This sculpture is part of the Ancestors series, an installation at the Royal Academy of Art.
The Goggle Heads series by Elisabeth Frink is a group of sculptures she created which stem from a questioning and uncompromising preoccupation with masculine power that was central to Frink's work. On examining this sculpture further one notices the slight smirk in the smile, the heavy features, the hard and imposingly solid shape of the head.
'When I moved to France I got interested in the Algerian War, which was then just only over. It still rumbled away, the horror of it. What really triggered the Goggle Heads series were some rather extraordinary photographs of people like General Oufkir. They all hid behind dark glasses, and these became a symbol of evil for me', Frink explained.
Goggle Heads are sophisticated criminal types, their identities hidden behind polished goggles, displaying a bullish arrogance and suaveness. The double edged point of these glasses however, is that these men lack vision and they mask a vulnerability, as Peter Shaffer wrote: 'the constant wearing of dark glasses always speaks of impotence to me: a fear of having scrutiny returned - the secret terror of the torturer'. Goggle Heads are a direct attack on such individuals: brainless, nasty people. Frink has said that these sculptures are 'a statement on my part about the cruelty and stupidity of repressive regimes and of the men who operate them'. Through the continuous exploring of this theme, few artists have managed to comment so forcefully on the character of these men as Frink has, through these monumental, compelling bronzes.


→ REQUIREMENT
Omit every image, and transcribe the remaining entries exactly as given.

Free-text object descriptions:
───

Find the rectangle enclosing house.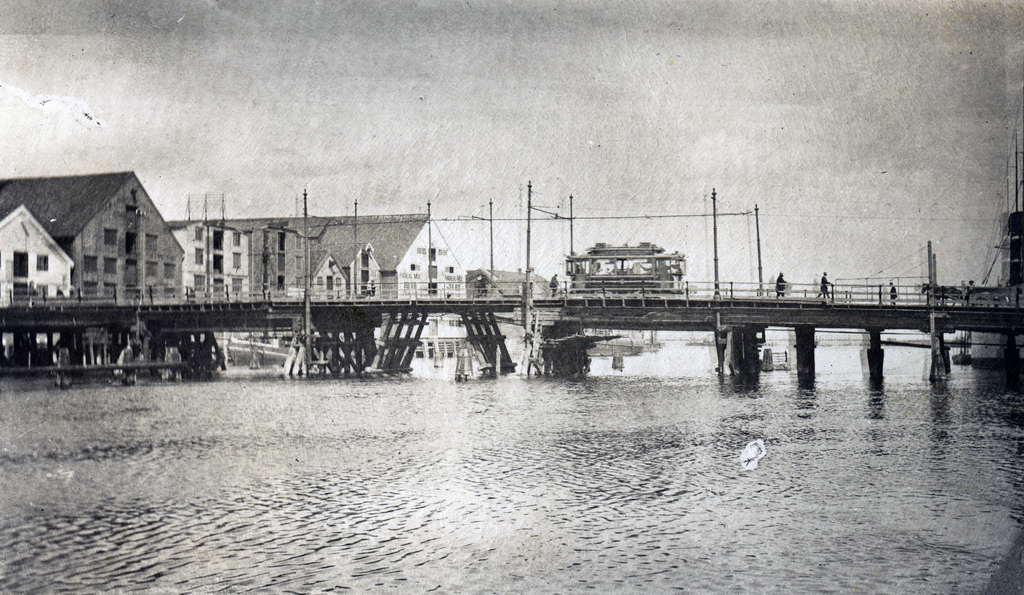
467:266:556:303.
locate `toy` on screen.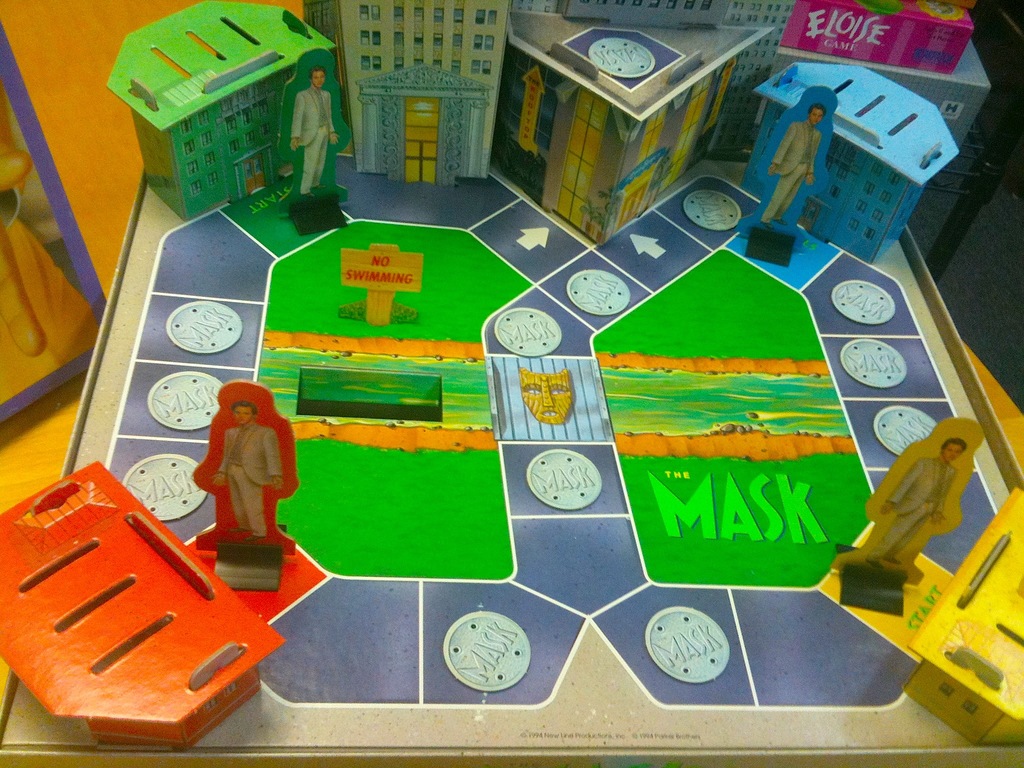
On screen at x1=0, y1=462, x2=289, y2=752.
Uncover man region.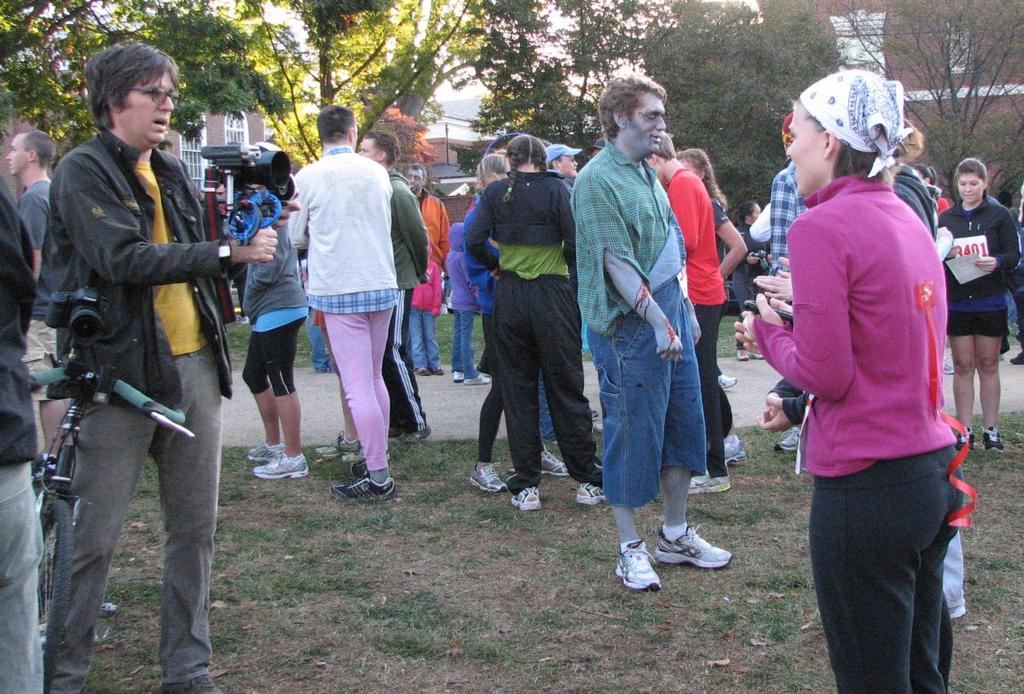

───

→ PROBLEM SOLUTION
Find the rectangle enclosing house.
467:266:556:303.
locate `toy` on screen.
On screen at x1=0, y1=462, x2=289, y2=752.
Uncover man region.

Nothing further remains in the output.